The final, dramatic moments in the lives of some microbes can tell us more about how severe space rock impacts on Earth were in the ancient past.
The charred bodies of microorganisms killed by even a moderate asteroid impact may reveal the extent of the damage caused by a cosmic crash, a new study suggests.
A research team studied four craters in Estonia, Poland and Canada that formed thousands of years apart. Despite their geographical distance and the length of time between these different impacts, the team found millimeter to centimeter-sized chunks of charcoal that mixed with the material formed at each of them, the authors said.
The charcoal “was formed from organisms killed, grilled and buried by the asteroid,” lead author Anna Losiak, who works at the Institute of Geological Sciences of the Polish Academy of Sciences, told Space.com. This discovery of ancient asteroid-haunted organisms differed from charcoal associated with ordinary wildfires, which was the team’s leading hypothesis for a time.
Related: Why is science fiction so obsessed with asteroid impacts (and how to stop them)?
Charcoal formed by impact rather than wildfire, she added, is “much more homogeneous and indicates a lower temperature of formation.”
She said the impact charcoal found in the craters is similar, but not identical, to charcoal formed when wood is mixed with pyroclastic flows. (Pyroclastic flows form from erupting volcanoes.)
The smaller impact craters Losiak is studying — those that are only up to 200 meters in diameter — form about every 200 years, so provide ample opportunities to study formation conditions, she said.
But their focus is clear: “Most people are interested in gigantic collisions because they are capable of causing planet-scale damage – the depletion of the dinosaurs is the best and so far only example of this type of event,” said you. refers to the asteroid event that led to the extinction of non-avian dinosaurs 66 million years ago.
On photos: Asteroids in space
Losiak first encountered the mysterious charcoal near a small impact crater in Estonia. She began her work during a summer school as a freshly graduated Ph.D. and then returned a year later to lead a project to uncover and study the “paleosoil”. Paleosoil, she said, is ancient soil covered by the material removed from the crater during its formation.
As it turned out, the team never found the paleo bottom. But after three days of hand digging, a time-consuming environmental necessity, her team found charcoal.
“At first we thought this charcoal was from wildfires that happened just before the impact, and the charcoal just got tangled up in this extraterrestrial situation,” she said. “But later I found similar charcoal in other impact craters and began to think something was wrong with that hypothesis.”
What struck the team as odd, she said, was why there would be so many large wildfires just before the formation of four different impact craters that were geographically distant and formed over thousands of years.
“It didn’t make sense, so we decided to do further research and analyze the properties of pieces of charcoal found mixed with material ejected from craters and compare them to charcoal from wildfires,” she said. At this point, the team determined that there were no wildfires at all.
Related: Watch as California’s biggest wildfire of the year creates a massive “fire cloud” visible from space
NASA and other agencies are constantly on the lookout for extraterrestrial bodies such as comets or asteroids that could create a crater on the Earth’s surface. So far, scientists have not identified any imminent dangers to worry about. But Losiak said proper disaster preparedness will benefit from studies like hers.
“This study improves our understanding of the environmental impact of small impact crater formation,” she said. For incoming impactors, she added, “We will be able to more accurately determine the size and type of evacuation zone required.”
Relatively large impact events appear recently in recorded history. One of the most famous examples is the Tunguska event, which razed about 770 square miles (2,000 square kilometers) of Siberian forest in 1908.
Recently, in 2014, a small body exploded over the Russian city of Chelyabinsk. Thousands of people were injured by glass and other debris, but otherwise damage was minimal.
Losiak and her team plan to go to another group of small impact craters in Argentina in a region called Campo del Cielo in late September to continue the research.
“We will collect more data and samples and hopefully find more organisms that were killed by the asteroids,” Losiak said. “Campo del Cielo is particularly interesting because there are not only real impact craters – places where an asteroid literally exploded when it hit the ground – but also impact craters.”
A penetration funnel forms when an asteroid slows down in the atmosphere as it enters Earth. This formation occurs when it hits the ground at a speed similar to a sniper rifle bullet, the researchers say.
“In this case, most of the asteroid survives and the temperatures and pressures that the ground experiences are much less extreme,” Losiak said. The goal is to do “a perfect natural experiment” by comparing the craters and funnels in the same area, she added.
A study based on the research was published Aug. 31 in the journal Geology (opens in new tab).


Assignment: Search the records for the string "number" and copy every line in which it appears.

━━━

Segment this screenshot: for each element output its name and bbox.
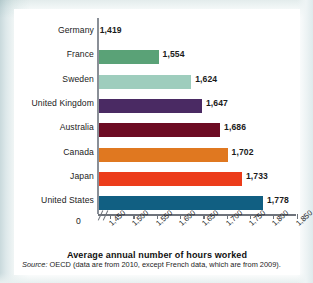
category-label: Australia (0, 122, 94, 132)
bar-row: Sweden 1,624 (14, 75, 300, 89)
value-label: 1,624 (195, 74, 217, 84)
figure-panel: Germany 1,419 France 1,554 Sweden 1,624 … (14, 9, 300, 275)
plot-area: Germany 1,419 France 1,554 Sweden 1,624 … (14, 18, 300, 218)
value-label: 1,702 (232, 147, 254, 157)
bar (99, 148, 228, 162)
category-label: Canada (0, 147, 94, 157)
bar-row: United States 1,778 (14, 196, 300, 210)
value-label: 1,647 (206, 98, 228, 108)
category-label: Japan (0, 171, 94, 181)
bar-row: Germany 1,419 (14, 26, 300, 40)
value-label: 1,554 (163, 49, 185, 59)
bar (99, 99, 202, 113)
category-label: Germany (0, 25, 94, 35)
bar-row: United Kingdom 1,647 (14, 99, 300, 113)
source-note: Source: OECD (data are from 2010, except… (22, 260, 300, 269)
value-label: 1,686 (224, 122, 246, 132)
bar-row: Japan 1,733 (14, 172, 300, 186)
category-label: France (0, 49, 94, 59)
category-label: United Kingdom (0, 98, 94, 108)
bar (99, 123, 221, 137)
value-label: 1,419 (100, 25, 122, 35)
x-axis-title: Average annual number of hours worked (14, 250, 300, 260)
category-label: Sweden (0, 74, 94, 84)
source-text: OECD (data are from 2010, except French … (50, 260, 281, 269)
bar (99, 75, 192, 89)
bar-row: Canada 1,702 (14, 148, 300, 162)
bar (99, 172, 242, 186)
category-label: United States (0, 195, 94, 205)
value-label: 1,733 (246, 171, 268, 181)
source-prefix: Source: (22, 260, 47, 269)
bar (99, 50, 159, 64)
value-label: 1,778 (267, 195, 289, 205)
bar-row: France 1,554 (14, 50, 300, 64)
x-axis-zero-label: 0 (76, 216, 81, 226)
bar-row: Australia 1,686 (14, 123, 300, 137)
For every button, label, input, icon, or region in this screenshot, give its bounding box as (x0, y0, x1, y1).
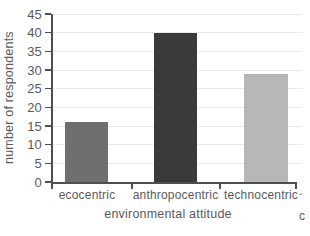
y-tick-label: 35 (12, 45, 42, 58)
x-axis-title: environmental attitude (104, 207, 231, 221)
y-tick-label: 0 (12, 176, 42, 189)
bar-anthropocentric (154, 33, 197, 182)
y-tick-label: 30 (12, 64, 42, 77)
y-tick-label: 40 (12, 26, 42, 39)
bar-chart-figure: number of respondents 051015202530354045… (0, 0, 310, 236)
gridline (52, 14, 302, 15)
x-axis-line (51, 182, 297, 184)
bar-ecocentric (65, 122, 108, 182)
plot-area: 051015202530354045ecocentricanthropocent… (0, 0, 310, 236)
x-category-label: technocentric (201, 189, 310, 202)
x-axis-tick (219, 182, 221, 189)
clipped-text-fragment-letter: c (299, 210, 305, 223)
bar-technocentric (244, 74, 288, 182)
y-tick-label: 20 (12, 101, 42, 114)
y-tick-label: 10 (12, 138, 42, 151)
y-axis-line (51, 14, 53, 184)
x-axis-tick (51, 182, 53, 189)
y-tick-label: 45 (12, 8, 42, 21)
y-tick-label: 25 (12, 82, 42, 95)
y-tick-label: 15 (12, 120, 42, 133)
y-tick-label: 5 (12, 157, 42, 170)
clipped-text-fragment-dot: . (299, 184, 303, 197)
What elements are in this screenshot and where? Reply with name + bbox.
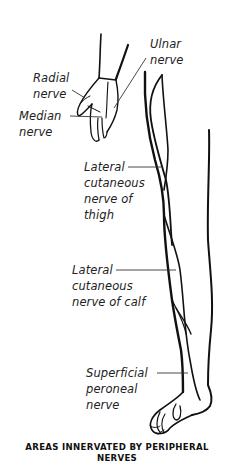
- label-line: thigh: [84, 207, 145, 223]
- label-lateral-cutaneous-thigh: Lateral cutaneous nerve of thigh: [84, 159, 145, 223]
- caption-line: AREAS INNERVATED BY PERIPHERAL: [0, 442, 234, 453]
- label-line: nerve of calf: [72, 294, 145, 310]
- label-line: nerve: [19, 124, 61, 140]
- caption-line: NERVES: [0, 453, 234, 464]
- label-line: nerve of: [84, 191, 145, 207]
- label-line: nerve: [86, 397, 148, 413]
- label-line: peroneal: [86, 381, 148, 397]
- label-line: Radial: [33, 70, 69, 86]
- hand-drawing: [77, 34, 128, 141]
- label-superficial-peroneal: Superficial peroneal nerve: [86, 365, 148, 413]
- label-radial-nerve: Radial nerve: [33, 70, 69, 102]
- label-line: Lateral: [84, 159, 145, 175]
- label-line: Superficial: [86, 365, 148, 381]
- label-ulnar-nerve: Ulnar nerve: [150, 36, 183, 68]
- leg-drawing: [145, 72, 212, 434]
- label-line: nerve: [33, 86, 69, 102]
- label-line: Median: [19, 108, 61, 124]
- label-lateral-cutaneous-calf: Lateral cutaneous nerve of calf: [72, 262, 145, 310]
- label-line: nerve: [150, 52, 183, 68]
- label-line: cutaneous: [84, 175, 145, 191]
- label-line: Lateral: [72, 262, 145, 278]
- figure-caption: AREAS INNERVATED BY PERIPHERAL NERVES: [0, 442, 234, 464]
- label-median-nerve: Median nerve: [19, 108, 61, 140]
- label-line: cutaneous: [72, 278, 145, 294]
- label-line: Ulnar: [150, 36, 183, 52]
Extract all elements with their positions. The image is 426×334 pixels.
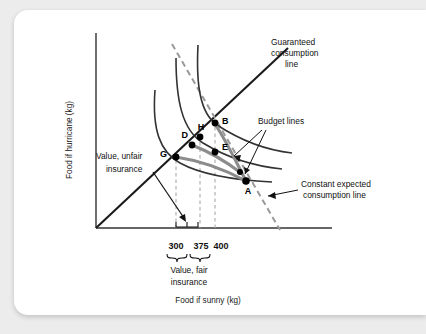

━━━

Response to the exercise:
x-axis-title: Average annual number of hours worked (14, 250, 300, 260)
bar-chart-figure: number of respondents 051015202530354045… (0, 0, 310, 236)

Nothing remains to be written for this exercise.